News Feature | December 15, 2016

Public Health 3.0 Blueprint Aims To Redesign Community Health Strategies

Christine Kern

By Christine Kern, contributing writer

Tackling Rising Healthcare Costs Requires Less Talk And More Action

Public health leaders and cross-sector partnerships would drive improvements.

Our nation’s health needs a reboot, according to Karen DeSalvo, acting assistant secretary for health at the Department of Health and Human Services (HHS) and Georges Benjamin, executive director of the American Public Health Association. In a blog post, the pair provided a new blueprint to help redesign public health strategies of the future by focusing on food and housing security, good schools and transportation, and healthcare.

Called Public Health 3.0, the roadmap places public health leaders at the helm, steering the chief health strategies for their communities and calls for cross-sector partnerships to engage employers, payers, and community stakeholders in supporting healthy populations.

One point of concern for DeSalvo and Benjamin is that, while the average lifespan of individuals in the United States has extended by 10 years since the 1950s, it has been stagnant for three years in a row and actually declined in certain parts of the nation. To that end, they write, “To truly achieve better health for everyone, we must ensure the conditions in which everyone can be healthy, and this will take more than the healthcare system. WE must address the upstream drivers of health that touch everyone, no matter where they are born, live, learn, work, play, worship, and age. Public health is the essential infrastructure for this work, but it needs to innovate, and in many ways, reinvent itself so that we have what it takes to ensure that the American people are healthy, ready, and competitive in this global economy.”

The Public Health 3.0 blueprint aims to build on — not replace — earlier public health efforts that saw advances in vaccines and antibiotics, laboratory science, food and water safety, and the professionalization and standardization of public health agencies, according to DeSalvo and Benjamin.

Cross-sector partnerships and innovation have already been established in many communities across the country, they explain, where they have “risen up to meet these challenges by pioneering, innovating, and transforming on the front lines to address the full range of factors that influence a person’s health — from good schools to safe environments, stable housing to transportation, economic development to access to healthy foods. In these pioneering communities, we see people across different sectors coming together to address upstream determinants and reinvent their local public health system in a strategic and evidence-based fashion.”

Other steps in the Public Health 3.0 blueprint include ensuring all public health departments are nationally accredited, giving communities access to “timely, reliable, granular-level … and actionable data,” establishing metrics to measure success of public health efforts, and creating more flexible and sustainable funding sources.

The Public Health 3.0 initiative is being led by the HHS Office of the Assistant Secretary for Health (OASH) and builds on the work of Healthy People 2020, encouraging collaborations across sectors and communities. In October 2016, OASH issued a white paper titled Public Health 3.0: A Call to Action to Create a 21st Century Public Health Infrastructure which provides recommendations for advancing Public Health 3.0.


__Exercise aim__: Make a verbatim copy of the records; pictures stay out.

__Source data__:
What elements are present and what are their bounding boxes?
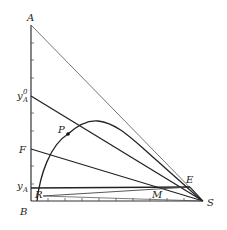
label-P: P bbox=[57, 124, 65, 135]
label-yA-sub: A bbox=[22, 186, 28, 194]
label-M: M bbox=[151, 189, 163, 200]
label-yA0-sub: A bbox=[22, 96, 28, 104]
line-yA0-S bbox=[31, 96, 203, 201]
label-R: R bbox=[34, 189, 43, 200]
label-B: B bbox=[19, 206, 27, 217]
label-E: E bbox=[185, 174, 194, 185]
point-P bbox=[66, 132, 70, 136]
ternary-diagram: A B S F P R M E y A 0 y A bbox=[0, 0, 227, 230]
label-yA: y bbox=[16, 180, 23, 191]
label-yA0: y bbox=[16, 90, 23, 101]
label-yA0-sup: 0 bbox=[23, 88, 28, 96]
label-A: A bbox=[26, 12, 34, 23]
line-yA-E bbox=[31, 187, 190, 188]
label-F: F bbox=[18, 144, 27, 155]
label-S: S bbox=[207, 197, 214, 208]
line-R-S bbox=[43, 196, 203, 201]
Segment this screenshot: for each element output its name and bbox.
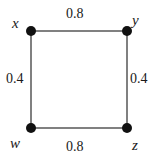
node-label-w: w xyxy=(10,136,20,151)
weighted-graph-diagram: x y w z 0.8 0.4 0.4 0.8 xyxy=(0,0,161,162)
edge-weight-x-y: 0.8 xyxy=(66,7,84,21)
node-label-x: x xyxy=(12,16,19,31)
edge-weight-x-w: 0.4 xyxy=(6,72,24,86)
node-label-y: y xyxy=(132,13,139,28)
node-x xyxy=(26,26,36,36)
edge-weight-y-z: 0.4 xyxy=(130,72,148,86)
node-label-z: z xyxy=(132,138,138,153)
node-y xyxy=(122,26,132,36)
node-z xyxy=(122,123,132,133)
edge-weight-w-z: 0.8 xyxy=(66,140,84,154)
node-w xyxy=(26,123,36,133)
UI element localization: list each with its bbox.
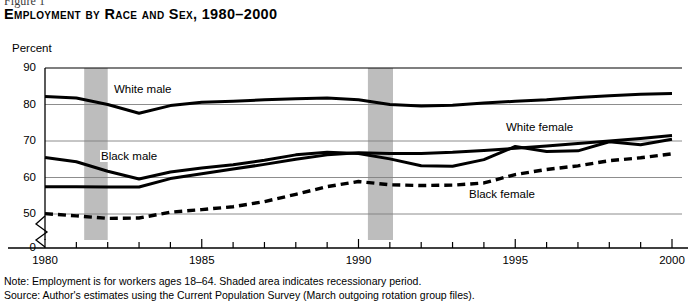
series-label-white-male: White male [113,83,173,95]
y-tick-label-90: 90 [10,62,36,73]
source-line: Source: Author's estimates using the Cur… [4,289,475,303]
y-tick-label-70: 70 [10,135,36,146]
x-tick-label-1980: 1980 [32,254,58,266]
x-tick-label-1985: 1985 [189,254,215,266]
series-label-black-female: Black female [468,188,536,200]
y-tick-label-80: 80 [10,99,36,110]
y-tick-label-60: 60 [10,172,36,183]
y-tick-label-0: 0 [10,242,36,253]
series-line-white-male [45,94,672,114]
y-tick-label-50: 50 [10,208,36,219]
series-label-black-male: Black male [100,150,158,162]
series-label-white-female: White female [505,121,574,133]
x-tick-label-2000: 2000 [659,254,685,266]
x-tick-label-1990: 1990 [346,254,372,266]
note-line: Note: Employment is for workers ages 18–… [4,275,475,289]
x-tick-label-1995: 1995 [502,254,528,266]
footnotes: Note: Employment is for workers ages 18–… [4,275,475,302]
y-axis-tick-labels: 90807060500 [8,0,36,260]
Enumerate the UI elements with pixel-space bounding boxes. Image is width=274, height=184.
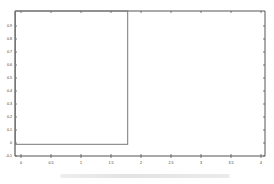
- y-tick-label: 0.5: [7, 76, 12, 80]
- x-tick-label: 0.5: [49, 161, 54, 165]
- y-tick-label: 0.3: [7, 102, 12, 106]
- y-tick-label: 0: [10, 141, 12, 145]
- y-tick-label: 0.6: [7, 63, 12, 67]
- x-tick-label: 2.5: [169, 161, 174, 165]
- y-tick-label: 0.8: [7, 37, 12, 41]
- x-tick-label: 1.5: [109, 161, 114, 165]
- figure-caption-illegible: [60, 174, 230, 178]
- search-space-box: [16, 11, 128, 144]
- y-tick-label: 0.2: [7, 115, 12, 119]
- y-tick-label: 0.1: [7, 128, 12, 132]
- y-tick-label: 0.7: [7, 50, 12, 54]
- x-tick-label: 0: [20, 161, 22, 165]
- x-tick-label: 3: [200, 161, 202, 165]
- y-tick-label: -0.1: [6, 154, 12, 158]
- scatter-chart: 00.511.522.533.54-0.100.10.20.30.40.50.6…: [0, 0, 274, 184]
- x-tick-label: 1: [80, 161, 82, 165]
- y-tick-label: 0.4: [7, 89, 12, 93]
- x-tick-label: 4: [260, 161, 262, 165]
- x-tick-label: 3.5: [229, 161, 234, 165]
- x-tick-label: 2: [140, 161, 142, 165]
- y-tick-label: 0.9: [7, 24, 12, 28]
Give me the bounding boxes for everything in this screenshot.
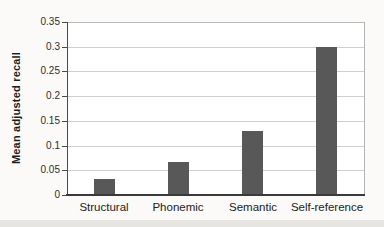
page-scan-band [0, 220, 384, 227]
y-tick-label: 0.15 [0, 116, 60, 126]
x-category-label: Self-reference [277, 201, 377, 213]
y-tick-label: 0.1 [0, 141, 60, 151]
y-tick-label: 0.05 [0, 165, 60, 175]
x-axis-line [66, 194, 365, 196]
bar [94, 179, 115, 195]
y-axis-title: Mean adjusted recall [10, 52, 22, 164]
y-tick-label: 0.35 [0, 17, 60, 27]
y-tick-label: 0 [0, 190, 60, 200]
bar-chart-figure: 00.050.10.150.20.250.30.35StructuralPhon… [0, 0, 384, 227]
y-tick-label: 0.25 [0, 66, 60, 76]
y-tick-label: 0.3 [0, 42, 60, 52]
bar [168, 162, 189, 195]
y-axis-line [67, 22, 68, 195]
y-tick-label: 0.2 [0, 91, 60, 101]
bar [316, 47, 337, 195]
plot-border-top [67, 22, 365, 23]
plot-border-right [364, 22, 365, 195]
bar [242, 131, 263, 195]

__Expected output__:
What elements are present and what are their bounding boxes?
label-P: P bbox=[57, 124, 65, 135]
label-yA-sub: A bbox=[22, 186, 28, 194]
label-M: M bbox=[151, 189, 163, 200]
label-yA0-sub: A bbox=[22, 96, 28, 104]
line-yA0-S bbox=[31, 96, 203, 201]
label-R: R bbox=[34, 189, 43, 200]
label-B: B bbox=[19, 206, 27, 217]
label-E: E bbox=[185, 174, 194, 185]
point-P bbox=[66, 132, 70, 136]
ternary-diagram: A B S F P R M E y A 0 y A bbox=[0, 0, 227, 230]
label-yA: y bbox=[16, 180, 23, 191]
label-yA0: y bbox=[16, 90, 23, 101]
label-yA0-sup: 0 bbox=[23, 88, 28, 96]
label-A: A bbox=[26, 12, 34, 23]
line-yA-E bbox=[31, 187, 190, 188]
label-F: F bbox=[18, 144, 27, 155]
label-S: S bbox=[207, 197, 214, 208]
line-R-S bbox=[43, 196, 203, 201]
Segment this screenshot: for each element output its name and bbox.
node-label-w: w xyxy=(10,136,20,151)
weighted-graph-diagram: x y w z 0.8 0.4 0.4 0.8 xyxy=(0,0,161,162)
edge-weight-x-y: 0.8 xyxy=(66,7,84,21)
node-label-x: x xyxy=(12,16,19,31)
edge-weight-x-w: 0.4 xyxy=(6,72,24,86)
node-label-y: y xyxy=(132,13,139,28)
node-x xyxy=(26,26,36,36)
edge-weight-y-z: 0.4 xyxy=(130,72,148,86)
node-label-z: z xyxy=(132,138,138,153)
node-y xyxy=(122,26,132,36)
node-z xyxy=(122,123,132,133)
edge-weight-w-z: 0.8 xyxy=(66,140,84,154)
node-w xyxy=(26,123,36,133)
UI element localization: list each with its bbox.
series-label-white-male: White male [113,83,173,95]
y-tick-label-90: 90 [10,62,36,73]
source-line: Source: Author's estimates using the Cur… [4,289,475,303]
y-tick-label-70: 70 [10,135,36,146]
x-tick-label-1980: 1980 [32,254,58,266]
x-tick-label-1985: 1985 [189,254,215,266]
series-label-black-female: Black female [468,188,536,200]
y-tick-label-80: 80 [10,99,36,110]
y-tick-label-60: 60 [10,172,36,183]
y-tick-label-0: 0 [10,242,36,253]
series-line-white-male [45,94,672,114]
y-tick-label-50: 50 [10,208,36,219]
series-label-black-male: Black male [100,150,158,162]
series-label-white-female: White female [505,121,574,133]
x-tick-label-2000: 2000 [659,254,685,266]
x-tick-label-1990: 1990 [346,254,372,266]
note-line: Note: Employment is for workers ages 18–… [4,275,475,289]
x-tick-label-1995: 1995 [502,254,528,266]
footnotes: Note: Employment is for workers ages 18–… [4,275,475,302]
y-axis-tick-labels: 90807060500 [8,0,36,260]
Enumerate the UI elements with pixel-space bounding boxes. Image is width=274, height=184.
- y-tick-label: 0.5: [7, 76, 12, 80]
- x-tick-label: 0.5: [49, 161, 54, 165]
- y-tick-label: 0.3: [7, 102, 12, 106]
- y-tick-label: 0: [10, 141, 12, 145]
- y-tick-label: 0.6: [7, 63, 12, 67]
- x-tick-label: 2.5: [169, 161, 174, 165]
- y-tick-label: 0.8: [7, 37, 12, 41]
- x-tick-label: 1.5: [109, 161, 114, 165]
- figure-caption-illegible: [60, 174, 230, 178]
- search-space-box: [16, 11, 128, 144]
- y-tick-label: 0.2: [7, 115, 12, 119]
- y-tick-label: 0.1: [7, 128, 12, 132]
- y-tick-label: 0.7: [7, 50, 12, 54]
- x-tick-label: 0: [20, 161, 22, 165]
- x-tick-label: 3: [200, 161, 202, 165]
- y-tick-label: -0.1: [6, 154, 12, 158]
- scatter-chart: 00.511.522.533.54-0.100.10.20.30.40.50.6…: [0, 0, 274, 184]
- x-tick-label: 1: [80, 161, 82, 165]
- y-tick-label: 0.4: [7, 89, 12, 93]
- x-tick-label: 4: [260, 161, 262, 165]
- x-tick-label: 3.5: [229, 161, 234, 165]
- x-tick-label: 2: [140, 161, 142, 165]
- y-tick-label: 0.9: [7, 24, 12, 28]
Give me the bounding boxes for everything in this screenshot.
page-scan-band [0, 220, 384, 227]
y-tick-label: 0.15 [0, 116, 60, 126]
x-category-label: Self-reference [277, 201, 377, 213]
y-tick-label: 0.1 [0, 141, 60, 151]
y-tick-label: 0.05 [0, 165, 60, 175]
x-axis-line [66, 194, 365, 196]
bar [94, 179, 115, 195]
y-axis-title: Mean adjusted recall [10, 52, 22, 164]
y-tick-label: 0.35 [0, 17, 60, 27]
y-tick-label: 0 [0, 190, 60, 200]
bar-chart-figure: 00.050.10.150.20.250.30.35StructuralPhon… [0, 0, 384, 227]
y-tick-label: 0.25 [0, 66, 60, 76]
y-tick-label: 0.3 [0, 42, 60, 52]
bar [168, 162, 189, 195]
y-axis-line [67, 22, 68, 195]
y-tick-label: 0.2 [0, 91, 60, 101]
bar [316, 47, 337, 195]
plot-border-top [67, 22, 365, 23]
plot-border-right [364, 22, 365, 195]
bar [242, 131, 263, 195]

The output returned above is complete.